One in six people lack safe drinking water
One in six people lack safe drinking water, UN summit told
Environment ministers from around the globe focused yesterday on improving the world’s water resources and sanitation as they gathered for the second day of a United Nations summit.
About one in six people lack access to safe drinking water, while 2.4 billion lacked access to basic sanitation, warned the UN Environment Programme, with UNEP executive director Klaus Toepfer saying that nearly 5,000 children die every day from diseases caused by a lack of water.
The agency said supplying safe water was increasingly difficult because the world population was growing rapidly, by 77 million people a year.
The discussions in the South Korean resort island of Jeju will form a basis for talks next month in New York with the UN Commission on Sustainable Development. That meeting will assess progress towards the United Nation’s target of halving the number of people without access to safe drinking water.
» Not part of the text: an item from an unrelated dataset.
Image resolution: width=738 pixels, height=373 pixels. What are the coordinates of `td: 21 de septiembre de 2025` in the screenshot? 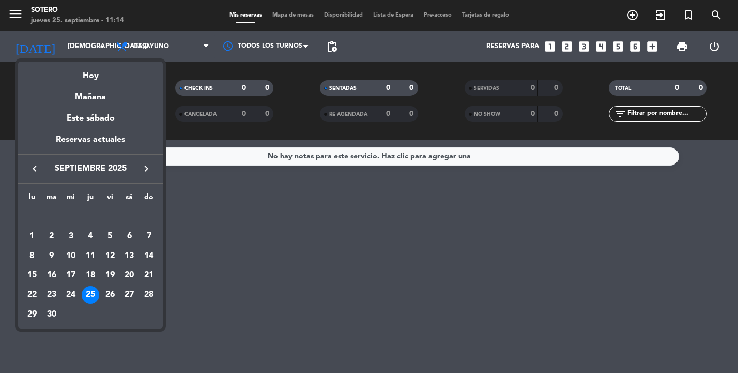 It's located at (149, 275).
In Jeju, delegates would try to generate an initiative that would identify concrete measures to achieve those goals, UNEP spokesman Nick Nuttall said.
Air pollution cloaking Asian and other mega-cities of the world is also high on the conference agenda. In particular, experts are concerned about the environmental threat from sand storms driven from the deserts of China over the Korean peninsula and Japan, reaching even the US West Coast.
Meanwhile, delegates heard that small island “paradise” countries are increasingly being trashed by piles of solid waste and sewage they have neither the money nor space to cope with.
Small island nations are especially vulnerable because they are burdened by an influx of tourism, but often lack the landfill space, expensive incinerators or treatment plants to deal with garbage and human waste.
Since the early 1990s, the level of plastic waste on small islands has increased fivefold, according to a UNEP study. In the Caribbean, about 90 per cent of sewage is discharged untreated into surrounding seas; in the Pacific, about 98 per cent.
Worldwide, about one in 20 people who go swimming in the oceans get sick because of such discharge, said Veerle Vandeweed, chief co-ordinator of the study.
Ironically, most of the environmental damage from tourism came during the construction of resorts, not their operation, because of decisions to build too close to fragile coastlines and industrial waste, Mr Vandeweed said.
The rapid development could backfire on the islands if their allure as a tourist destination was spoiled by environmental degradation, the agency warned. The shoreline of the Pacific island of Nauru, for example, appeared blue-green in aerial photos, not from coral reefs but from mounds of discarded beer cans, it said. The piled-up trash also supported vermin that carried diseases such as plague.
“Many small island paradises are heaving under rising levels of rubbish and waste,” the UNEP report said. “Such wastes are not only unsightly and a threat to wildlife, they can also contaminate rivers and ground waters as they slowly degrade,” Mr Toepfer said.
The Alliance of Small Island States, a group of 45 island nations, were working with aid agencies, private industry and other governments to win access to better waste disposal technology and funding, Chairman Jagdish Koonjul said.
Sanitation problems were exacerbated on the islands because of the lack of fresh water. Rising ocean levels, triggered in part by global warming, had meant freshwater wells were increasingly tainted with seawater, Mr Koonjul said.